Last month’s subpar hiring could make the Federal Reserve less likely to start raising interest rates from record lows in June, as some have been anticipating. The Fed might now decide that the economy still needs the benefit of low borrowing costs to generate healthy growth.
Reflecting that sentiment, government bond yields fell Friday. The yield on the 10-year U.S. Treasury note dropped to 1.84 percent from 1.90 percent before the jobs report was released. U.S. stock markets were closed in observance of Good Friday.
Many companies appear to be taking a cautious approach.
"Employers aren’t laying people off," noted Patrick O’Keefe, director of economic research at accounting and consulting firm CohnReznick. "What they’ve decided to do is slow down the pace at which they’re hiring until they have more confidence."
Last month, the manufacturing, building and government sectors all shed workers.

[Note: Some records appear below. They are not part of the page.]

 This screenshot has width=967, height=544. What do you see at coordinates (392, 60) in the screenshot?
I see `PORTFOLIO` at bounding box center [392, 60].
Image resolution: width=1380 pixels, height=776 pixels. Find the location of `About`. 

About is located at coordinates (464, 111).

Factories cut 1,000, snapping a 19-month hiring streak. Construction jobs also fell by 1,000, the first drop in 15 months. Hiring at restaurants plunged from February. The mining and logging sector, which includes oil drilling, lost 11,000.
Some other categories managed to extend their gains. Health care added 22,000 workers. Professional and business services — a sector that includes lawyers, engineers, accountants and office temps — gained 40,000. Financial services expanded by 8,000, and retailers maintained their 12-month pace by adding 25,900.

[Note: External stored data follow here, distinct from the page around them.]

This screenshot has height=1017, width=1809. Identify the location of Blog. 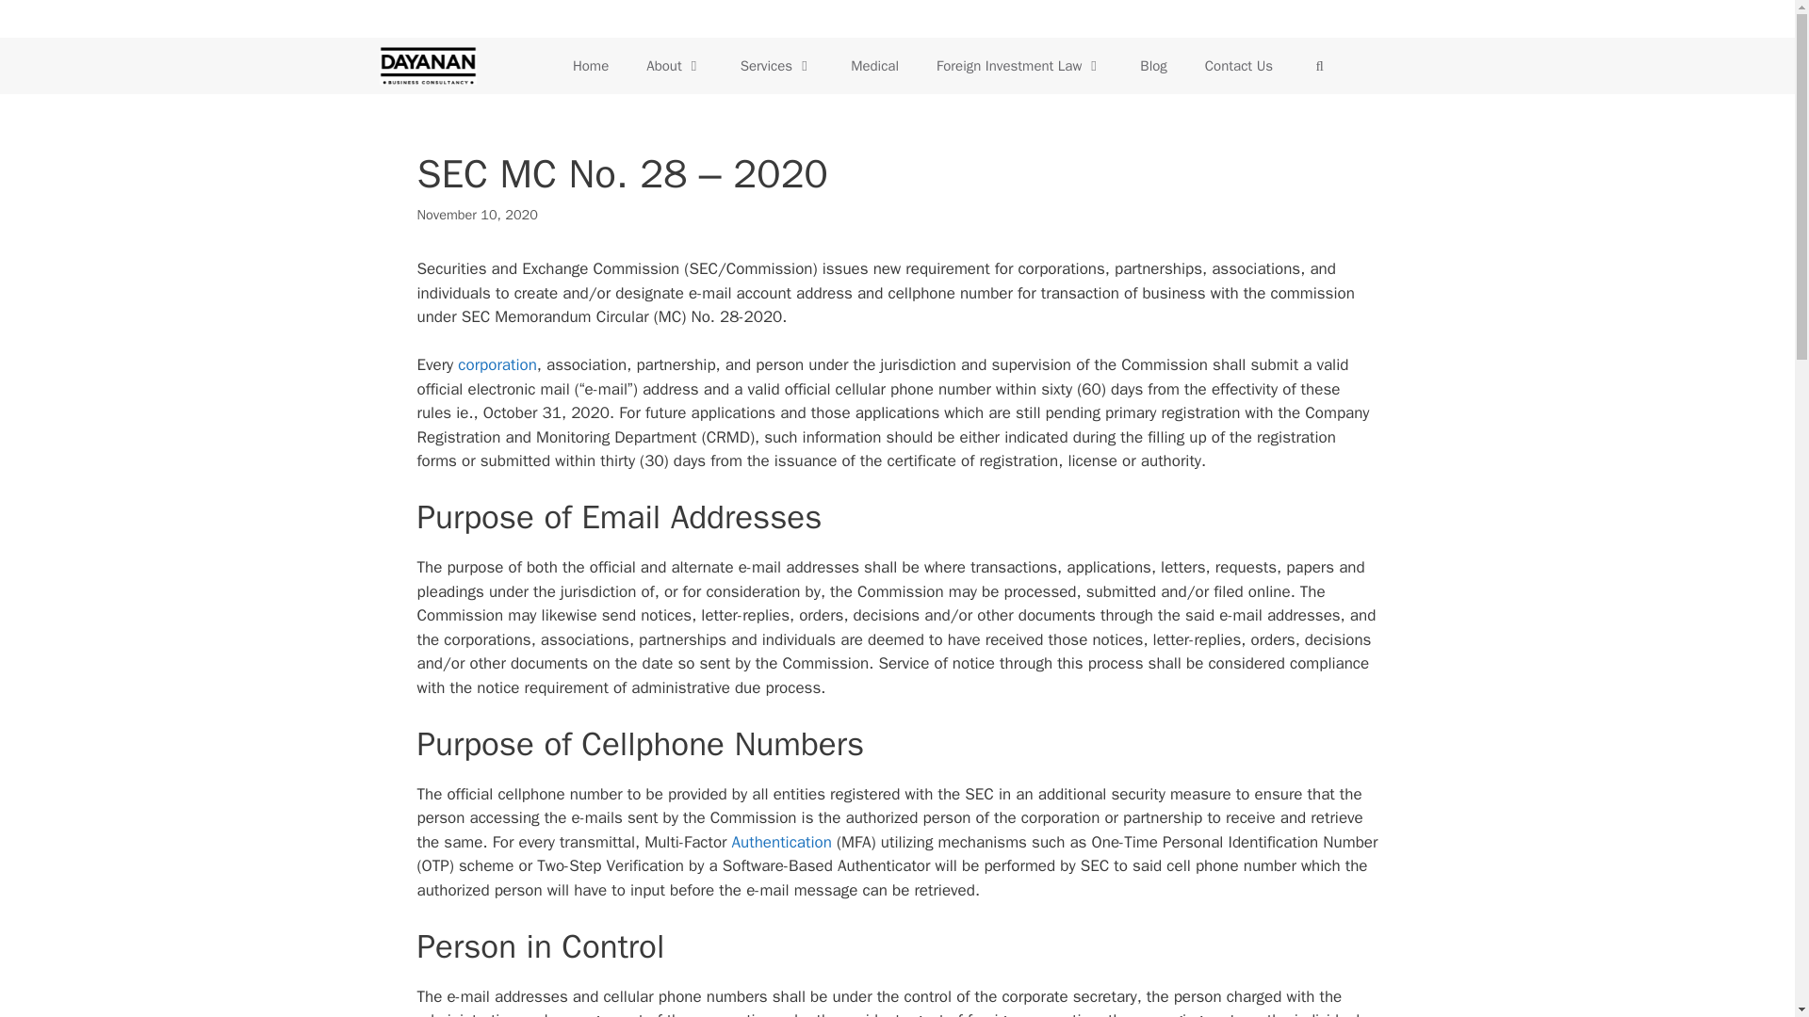
(1153, 66).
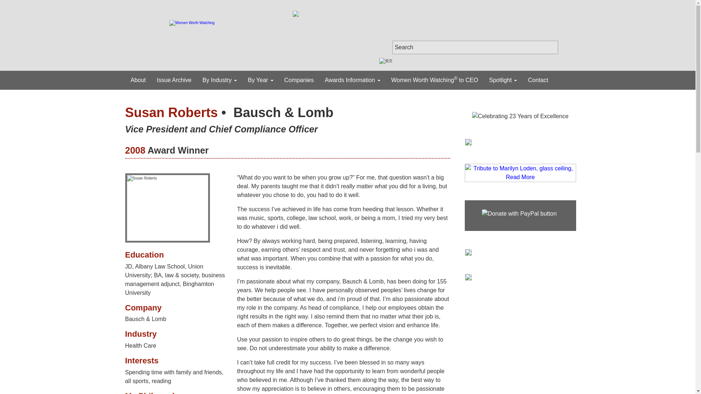 The image size is (701, 394). I want to click on About, so click(138, 80).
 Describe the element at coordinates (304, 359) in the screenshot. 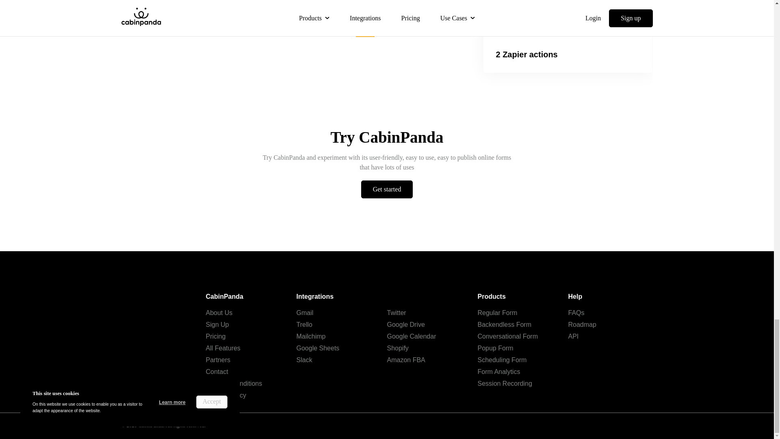

I see `Slack` at that location.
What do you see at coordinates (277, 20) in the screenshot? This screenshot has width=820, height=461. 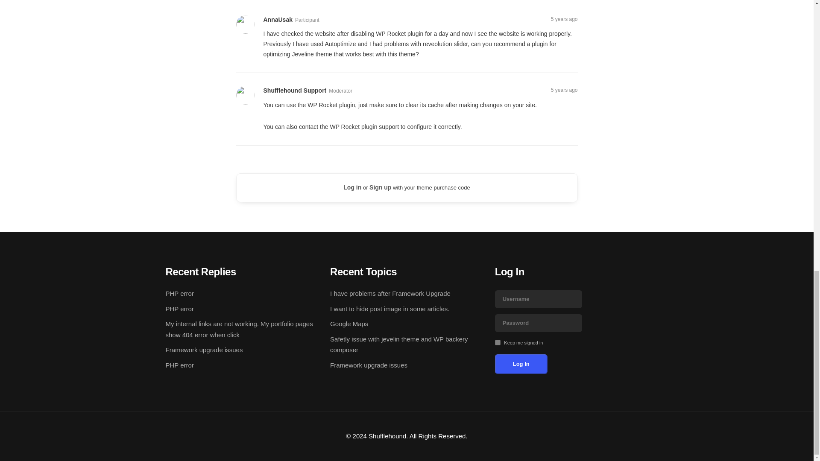 I see `AnnaUsak` at bounding box center [277, 20].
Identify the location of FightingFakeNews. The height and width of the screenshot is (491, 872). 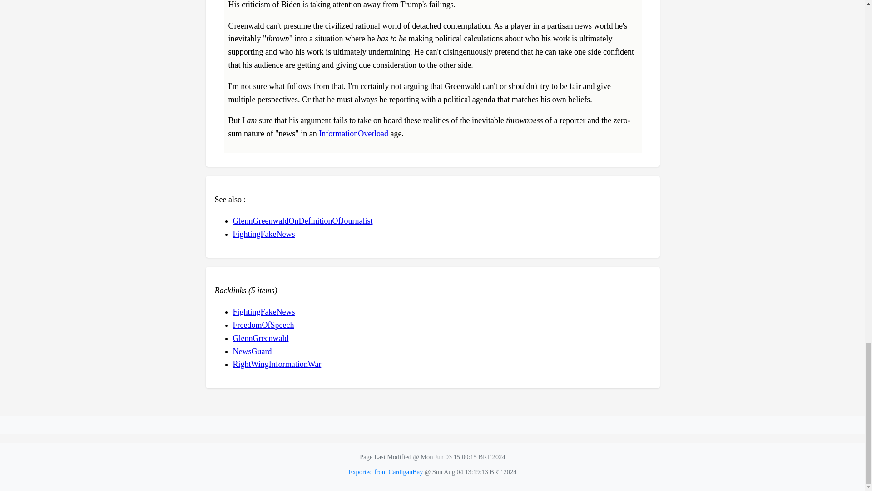
(263, 312).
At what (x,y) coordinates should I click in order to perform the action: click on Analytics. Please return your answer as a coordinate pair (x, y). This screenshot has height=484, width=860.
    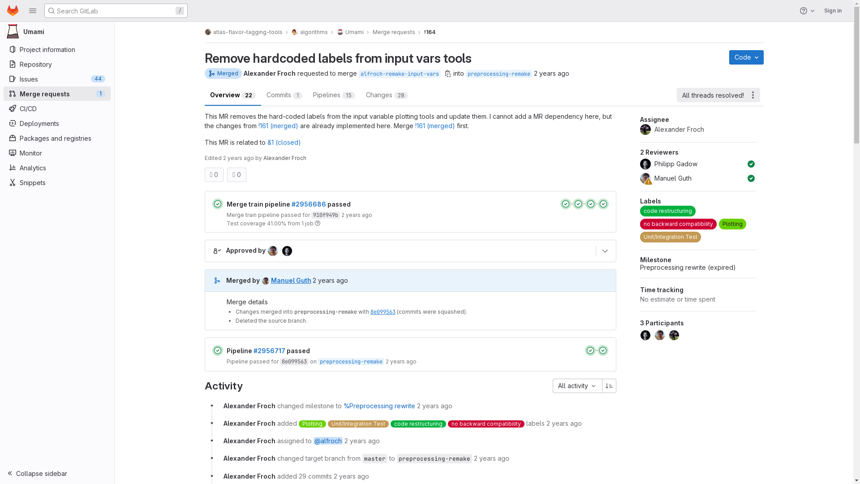
    Looking at the image, I should click on (57, 168).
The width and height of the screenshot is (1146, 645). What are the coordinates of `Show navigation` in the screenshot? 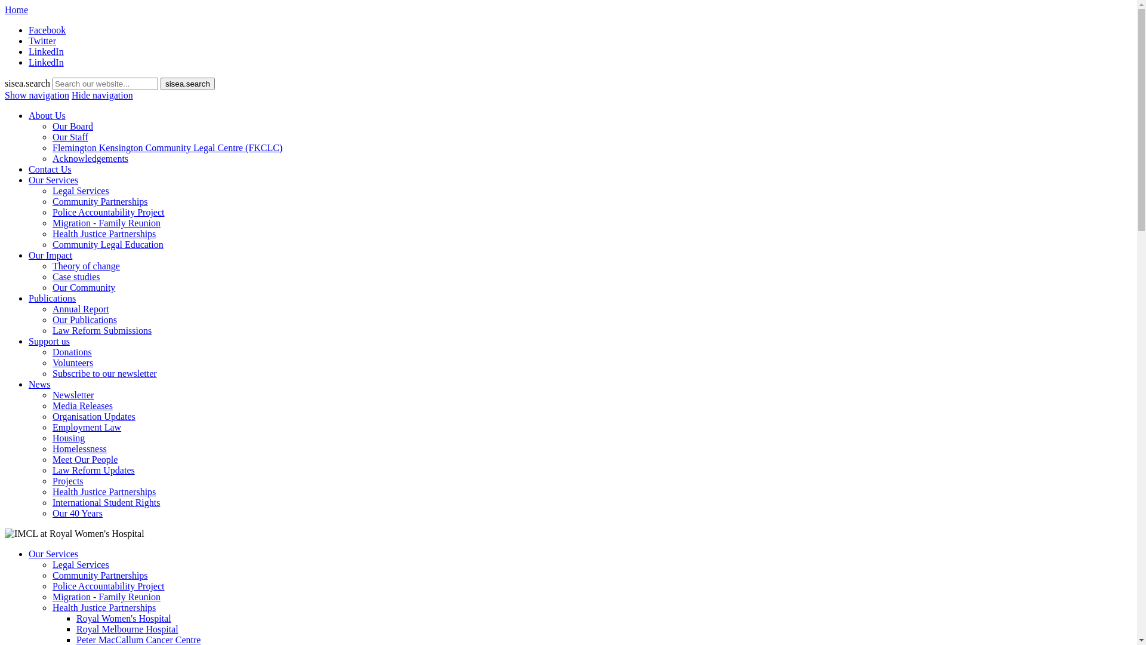 It's located at (37, 95).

In addition to reporting sluggish hiring for March, the government revised down its estimate of job gains in February and January by a combined 69,000.
Wage growth remained modest in March as it has for the past six years. Average hourly wages rose 7 cents to $24.86 an hour. That marked a year-over-year pay increase of just 2.1 percent. But because average hours worked fell for the first time in 15 months, Americans actually earned less on average than they did in February.
Many Americans remain out of the labor force, partly because many baby boomers are reaching retirement age. The percentage of Americans either working or looking for work fell in March to 62.7 percent, the lowest such rate since 1978. That trend illustrates that one reason the unemployment rate is low is that many people without jobs are no longer seeking work and so aren’t counted as unemployed.
The Fed signaled last month that it would gradually raise rates from record lows. March’s weak hiring could delay an increase until September or later.
"I think (June) is completely off the table," said Carl Tannenbaum, chief economist at the financial services company Northern Trust.